You can enable secure connectivity between your on-premises Apache Hadoop cluster and a Microsoft Azure Data Factory service in the cloud. You might want to create a hybrid data pipeline for uses such as maintaining sensitive data on premises while leveraging the cloud for nonsensitive data, providing disaster recovery or replication services, and using the cloud for development or test environments.

Prerequisites

  • You must have created a properly configured data factory in the cloud.

  • Your environment must meet the HDP versioning requirements described in "Replication Between HDP Versions" in Creating Falcon Entity Definitions.

[Note]Note

Due to changes in Hive, for the Oozie HCAT URI (which is used for Hive table feeds) Falcon supports URIs with only one metastore. This applies even if you have multiple metastores configured.

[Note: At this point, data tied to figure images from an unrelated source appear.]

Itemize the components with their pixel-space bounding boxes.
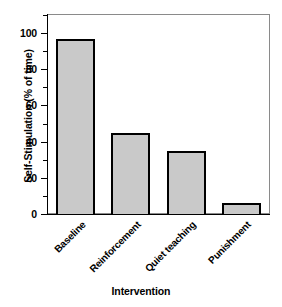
y-tick-label-0: 0 <box>3 209 37 220</box>
bar-reinforcement <box>111 133 150 214</box>
y-tick-0 <box>41 214 48 215</box>
y-axis-title: Self-Stimulation (% of time) <box>22 26 34 206</box>
x-tick-label-text: Reinforcement <box>87 219 142 274</box>
x-tick-label-text: Baseline <box>52 219 88 255</box>
x-axis-line <box>47 214 270 215</box>
bar-baseline <box>56 39 95 214</box>
x-tick-label-text: Quiet teaching <box>143 219 198 274</box>
bar-chart-figure: 020406080100 Self-Stimulation (% of time… <box>0 0 282 307</box>
x-axis-title: Intervention <box>0 285 282 297</box>
x-tick-label-text: Punishment <box>206 219 253 266</box>
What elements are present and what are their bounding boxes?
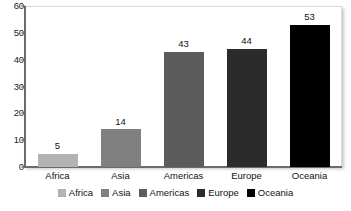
bar-americas[interactable] (164, 52, 204, 167)
bar-group: 5 (26, 6, 89, 167)
y-axis-tick-mark (21, 32, 25, 33)
legend-swatch-icon (101, 189, 109, 197)
bar-value-label: 5 (55, 141, 60, 151)
legend-label: Asia (112, 188, 130, 198)
bar-value-label: 14 (115, 117, 126, 127)
bar-group: 14 (89, 6, 152, 167)
x-axis-label-africa: Africa (45, 170, 69, 182)
legend-item-asia[interactable]: Asia (101, 188, 130, 198)
bar-value-label: 43 (178, 39, 189, 49)
y-axis-tick-mark (21, 167, 25, 168)
legend-swatch-icon (247, 189, 255, 197)
legend-label: Oceania (258, 188, 293, 198)
x-axis-category-labels: AfricaAsiaAmericasEuropeOceania (26, 170, 341, 184)
x-axis-label-europe: Europe (231, 170, 262, 182)
bar-africa[interactable] (38, 154, 78, 167)
y-axis-tick-labels: 0102030405060 (0, 0, 24, 211)
y-axis-tick-mark (21, 113, 25, 114)
x-axis-label-asia: Asia (111, 170, 129, 182)
bar-europe[interactable] (227, 49, 267, 167)
legend-item-africa[interactable]: Africa (58, 188, 93, 198)
legend-item-americas[interactable]: Americas (139, 188, 190, 198)
legend-swatch-icon (58, 189, 66, 197)
legend-item-oceania[interactable]: Oceania (247, 188, 293, 198)
y-axis-tick-mark (21, 6, 25, 7)
bar-group: 44 (215, 6, 278, 167)
x-axis-label-americas: Americas (164, 170, 204, 182)
bar-oceania[interactable] (290, 25, 330, 167)
legend-item-europe[interactable]: Europe (197, 188, 239, 198)
legend-swatch-icon (139, 189, 147, 197)
chart-legend: AfricaAsiaAmericasEuropeOceania (0, 188, 351, 198)
bar-value-label: 53 (304, 12, 315, 22)
legend-label: Americas (150, 188, 190, 198)
y-axis-tick-mark (21, 140, 25, 141)
bar-chart: 0102030405060 514434453 AfricaAsiaAmeric… (0, 0, 351, 211)
bar-group: 43 (152, 6, 215, 167)
x-axis-label-oceania: Oceania (292, 170, 327, 182)
legend-label: Europe (208, 188, 239, 198)
legend-label: Africa (69, 188, 93, 198)
bars-container: 514434453 (26, 6, 341, 167)
legend-swatch-icon (197, 189, 205, 197)
y-axis-tick-mark (21, 86, 25, 87)
bar-group: 53 (278, 6, 341, 167)
y-axis-tick-mark (21, 59, 25, 60)
bar-asia[interactable] (101, 129, 141, 167)
bar-value-label: 44 (241, 36, 252, 46)
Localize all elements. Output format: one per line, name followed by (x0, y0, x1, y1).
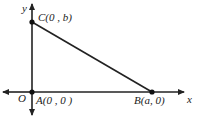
point-b-label: B(a, 0) (134, 94, 165, 107)
point-a (29, 89, 34, 94)
x-axis-label: x (186, 93, 192, 105)
segment-cb (32, 22, 152, 92)
coordinate-diagram: y x O C(0 , b) A(0 , 0 ) B(a, 0) (0, 0, 199, 121)
point-c (29, 19, 34, 24)
point-c-label: C(0 , b) (38, 11, 72, 24)
y-axis-label: y (21, 2, 27, 14)
point-a-label: A(0 , 0 ) (35, 94, 72, 107)
diagram-canvas: y x O C(0 , b) A(0 , 0 ) B(a, 0) (0, 0, 199, 121)
origin-label: O (18, 92, 26, 104)
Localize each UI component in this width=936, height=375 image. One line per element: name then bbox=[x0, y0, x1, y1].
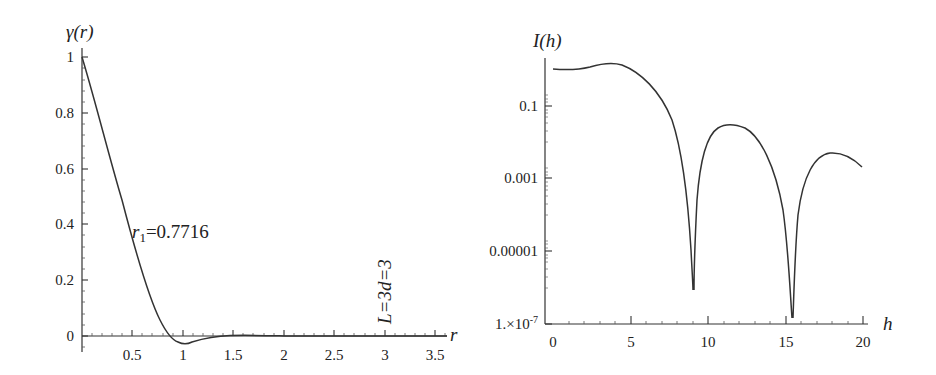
right-y-tick-label: 0.1 bbox=[519, 98, 538, 114]
left-y-tick-label: 0.8 bbox=[55, 105, 74, 121]
right-x-tick-label: 5 bbox=[627, 334, 635, 350]
left-x-tick-label: 3.5 bbox=[426, 347, 445, 363]
right-x-tick-label: 0 bbox=[549, 334, 557, 350]
right-y-tick-label: 1.×10-7 bbox=[495, 314, 538, 332]
right-x-axis-title: h bbox=[883, 313, 893, 334]
r1-annotation: r1=0.7716 bbox=[132, 221, 209, 245]
right-x-major-ticks bbox=[631, 316, 863, 324]
left-x-tick-label: 2.5 bbox=[325, 347, 344, 363]
right-y-tick-label: 0.001 bbox=[504, 170, 538, 186]
left-y-tick-label: 0.6 bbox=[55, 161, 74, 177]
figure-canvas: 0 0.2 0.4 0.6 0.8 1 0.5 1 1.5 2 2.5 3 3.… bbox=[0, 0, 936, 375]
right-y-tick-label: 0.00001 bbox=[489, 243, 538, 259]
left-y-tick-label: 1 bbox=[67, 49, 75, 65]
right-x-tick-label: 15 bbox=[779, 334, 794, 350]
left-x-major-ticks bbox=[132, 330, 435, 336]
left-y-tick-label: 0.2 bbox=[55, 272, 74, 288]
right-x-tick-labels: 0 5 10 15 20 bbox=[549, 334, 870, 350]
left-chart: 0 0.2 0.4 0.6 0.8 1 0.5 1 1.5 2 2.5 3 3.… bbox=[55, 21, 458, 363]
right-x-tick-label: 20 bbox=[856, 334, 871, 350]
right-chart: 0.1 0.001 0.00001 1.×10-7 0 5 10 15 20 I… bbox=[489, 30, 892, 350]
left-x-tick-label: 3 bbox=[381, 347, 389, 363]
left-x-tick-label: 0.5 bbox=[123, 347, 142, 363]
left-x-tick-label: 1.5 bbox=[224, 347, 243, 363]
intensity-curve bbox=[553, 64, 862, 318]
right-y-tick-labels: 0.1 0.001 0.00001 1.×10-7 bbox=[489, 98, 538, 332]
right-y-axis-title: I(h) bbox=[532, 30, 561, 52]
left-x-tick-label: 2 bbox=[280, 347, 288, 363]
right-x-tick-label: 10 bbox=[701, 334, 716, 350]
left-x-tick-label: 1 bbox=[179, 347, 187, 363]
left-y-tick-labels: 0 0.2 0.4 0.6 0.8 1 bbox=[55, 49, 74, 344]
left-y-major-ticks bbox=[82, 57, 88, 336]
L-annotation: L=3d=3 bbox=[374, 259, 395, 325]
left-y-tick-label: 0 bbox=[67, 328, 75, 344]
left-x-tick-labels: 0.5 1 1.5 2 2.5 3 3.5 bbox=[123, 347, 445, 363]
left-y-tick-label: 0.4 bbox=[55, 216, 74, 232]
left-x-axis-title: r bbox=[450, 324, 458, 345]
left-y-axis-title: γ(r) bbox=[66, 21, 94, 43]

Connect the Azure Data Factory to Your On-premises Hadoop Cluster

  1. In the Data Factory editor, create a new Hadoop cluster.

    As part of the creation process, you must identify the following linked services. You need the names of these services when configuring the Falcon instance.

    • Hadoop cluster Linked Service

      Represents the on-premises Hadoop cluster as a data factory compute resource. You can use this resource as compute target for your data factory Hive and Pig jobs. This linked service references the service bus (transport) linked service. The service is identified as OnPremisesHadoopCluster linked service.

    • Service Bus Namespace

      Contains information about a unique Azure service bus namespace that is used for communicating job requests and status information between the data factory and your on-premises Hadoop cluster. The service is identified as TransportLinkedService.

    The JSON object for the linked services can be found in the ./Data Factory JSONs/LinkedServices folder.

  2. Configure an on-premises Falcon instance to connect with the data factory Hadoop cluster.

    Add the following information to your Falcon conf/startup.properties file, with the following changes:

    • Replace <your azure service bus namespace> with the name you assigned to the service bus in step 1.

    • Replace <your Azure service bus SAS key> with the credentials for the Azure bus namespace taken from the Azure web portal.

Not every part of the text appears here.